Lethal gas, allegedly a humane method, was first adopted by Nevada in 1922 and last used in 1999. The prisoner is seated inside an airtight room and hydrogen cyanide gas is pumped in. Again, unconsciousness and death should be painless, but witnesses have reported seeing eyes popping and skin turning purple. 

Opponents of capital punishment, who say that more than 70 per cent of the world’s countries have abolished the practice — including every close ally of the U.S. — had hoped America might soon follow suit. But it certainly won’t while Trump is in the White House. 

Trump’s enthusiasm for capital punishment is hardly new, going back at least as far as 1989, when five young black and Latino men were arrested for the vicious rape of a woman in New York’s Central Park. Mr Trump paid for a full-page advert in the New York Times that demanded ‘Bring Back The Death Penalty. Bring Back Our Police!’ In the event, the five served their prison sentences only to be exonerated after a fellow inmate confessed. 

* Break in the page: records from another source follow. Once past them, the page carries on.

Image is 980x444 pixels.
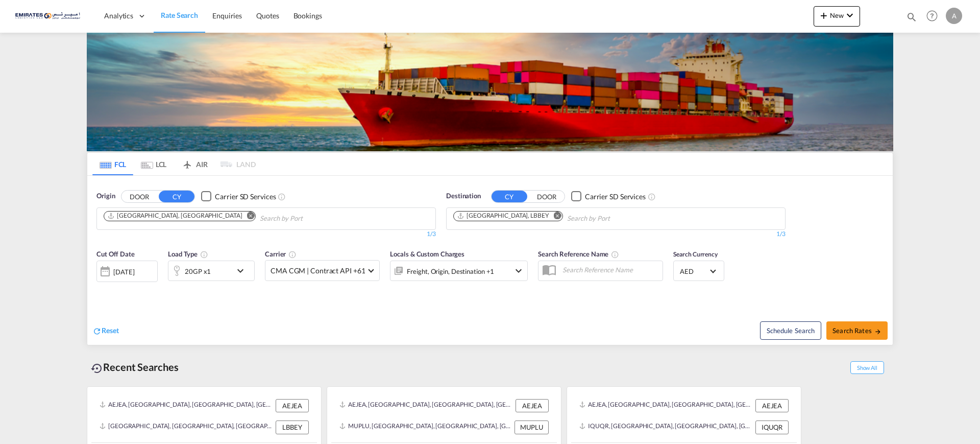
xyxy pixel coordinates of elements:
[538,250,619,258] span: Search Reference Name
[276,399,309,412] div: AEJEA
[15,4,84,27] img: c67187802a5a11ec94275b5db69a26e6.png
[91,362,103,374] md-icon: icon-backup-restore
[491,190,527,202] button: CY
[647,193,656,200] md-icon: Unchecked: Search for CY (Container Yard) services for all selected carriers.Checked : Search for...
[673,250,717,258] span: Search Currency
[843,9,855,21] md-icon: icon-chevron-down
[107,211,242,220] div: Jebel Ali, AEJEA
[168,250,208,258] span: Load Type
[160,11,198,20] span: Rate Search
[99,420,273,434] div: LBBEY, Beirut, Lebanon, Levante, Middle East
[759,321,821,340] button: Note: By default Schedule search will only considerorigin ports, destination ports and cut off da...
[87,176,893,345] div: OriginDOOR CY Checkbox No InkUnchecked: Search for CY (Container Yard) services for all selected ...
[133,153,174,175] md-tab-item: LCL
[817,9,830,21] md-icon: icon-plus 400-fg
[832,326,882,334] span: Search Rates
[97,250,135,258] span: Cut Off Date
[557,261,663,278] input: Search Reference Name
[945,8,962,24] div: A
[102,208,361,227] md-chips-wrap: Chips container. Use arrow keys to select chips.
[271,266,365,276] span: CMA CGM | Contract API +61
[265,250,296,258] span: Carrier
[512,264,524,277] md-icon: icon-chevron-down
[680,267,708,276] span: AED
[87,356,182,379] div: Recent Searches
[288,250,296,258] md-icon: The selected Trucker/Carrierwill be displayed in the rate results If the rates are from another f...
[755,399,788,412] div: AEJEA
[389,261,528,281] div: Freight Origin Destination Factory Stuffingicon-chevron-down
[446,230,785,239] div: 1/3
[107,211,244,220] div: Press delete to remove this chip.
[121,190,157,202] button: DOOR
[92,325,119,336] div: icon-refreshReset
[92,153,133,175] md-tab-item: FCL
[240,211,255,222] button: Remove
[215,192,276,202] div: Carrier SD Services
[201,191,276,202] md-checkbox: Checkbox No Ink
[339,399,512,412] div: AEJEA, Jebel Ali, United Arab Emirates, Middle East, Middle East
[826,321,888,340] button: Search Ratesicon-arrow-right
[294,11,322,20] span: Bookings
[97,230,436,239] div: 1/3
[514,420,548,434] div: MUPLU
[529,190,564,202] button: DOOR
[451,208,668,227] md-chips-wrap: Chips container. Use arrow keys to select chips.
[159,190,194,202] button: CY
[97,261,158,282] div: [DATE]
[276,420,309,434] div: LBBEY
[339,420,512,434] div: MUPLU, Port Louis, Mauritius, Eastern Africa, Africa
[571,191,646,202] md-checkbox: Checkbox No Ink
[174,153,215,175] md-tab-item: AIR
[92,153,255,175] md-pagination-wrapper: Use the left and right arrow keys to navigate between tabs
[456,211,551,220] div: Press delete to remove this chip.
[923,7,940,25] span: Help
[200,250,208,258] md-icon: icon-information-outline
[567,211,664,227] input: Chips input.
[874,328,882,334] md-icon: icon-arrow-right
[755,420,788,434] div: IQUQR
[256,11,278,20] span: Quotes
[260,211,356,227] input: Chips input.
[99,399,273,412] div: AEJEA, Jebel Ali, United Arab Emirates, Middle East, Middle East
[92,326,102,335] md-icon: icon-refresh
[185,264,210,278] div: 20GP x1
[212,11,242,20] span: Enquiries
[515,399,548,412] div: AEJEA
[923,7,945,25] div: Help
[905,11,917,22] md-icon: icon-magnify
[580,420,753,434] div: IQUQR, Umm Qasr Port, Iraq, South West Asia, Asia Pacific
[585,192,646,202] div: Carrier SD Services
[580,399,753,412] div: AEJEA, Jebel Ali, United Arab Emirates, Middle East, Middle East
[406,264,494,278] div: Freight Origin Destination Factory Stuffing
[104,11,133,21] span: Analytics
[389,250,464,258] span: Locals & Custom Charges
[87,32,893,151] img: LCL+%26+FCL+BACKGROUND.png
[814,6,860,26] button: icon-plus 400-fgNewicon-chevron-down
[181,158,193,166] md-icon: icon-airplane
[817,11,855,20] span: New
[547,211,563,222] button: Remove
[456,211,549,220] div: Beirut, LBBEY
[97,281,104,295] md-datepicker: Select
[102,326,119,334] span: Reset
[277,193,286,200] md-icon: Unchecked: Search for CY (Container Yard) services for all selected carriers.Checked : Search for...
[113,267,134,276] div: [DATE]
[679,263,719,278] md-select: Select Currency: د.إ AEDUnited Arab Emirates Dirham
[446,191,480,201] span: Destination
[905,11,917,26] div: icon-magnify
[234,264,251,277] md-icon: icon-chevron-down
[611,250,619,258] md-icon: Your search will be saved by the below given name
[97,191,115,201] span: Origin
[850,361,884,374] span: Show All
[168,261,255,281] div: 20GP x1icon-chevron-down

There are currently 52 offenders on federal Death Row, most of them at Terre Haute, Indiana, each one crossing their fingers that they’ll be spared until Binden takes power in January. 

Last Week’s Birthdays

Jonah Hill (37), Jenny Agutter (68), Nicole de Boer (50), Lucy Pinder (37), Annie Murphy (34), Jake Gyllenhaal (40), Kristy Swanson (51), Alyssa Milano (48), Jennifer Beals (57), Richard Hammond (51), Sarah Paulson (46), Milla Jovovich (45), Katheryn Winnick (43), Eugene Levy (74), Bill Pullman (67), Laurie Holden (51), Ernie Hudson (75), Bernard Hill (76), Krysten Ritter (39), Miranda Otto (53), Billy Gibbons (71), Michelle Dockery (39), Don Johnson (71), Charlie Cox (38), Helen Slater (57), Garrett Wang (52), Vanessa Hudgens (32), Natascha McElhone (51), Miranda Hart (48), Ted Raimi (55), and Vicki Michelle (70).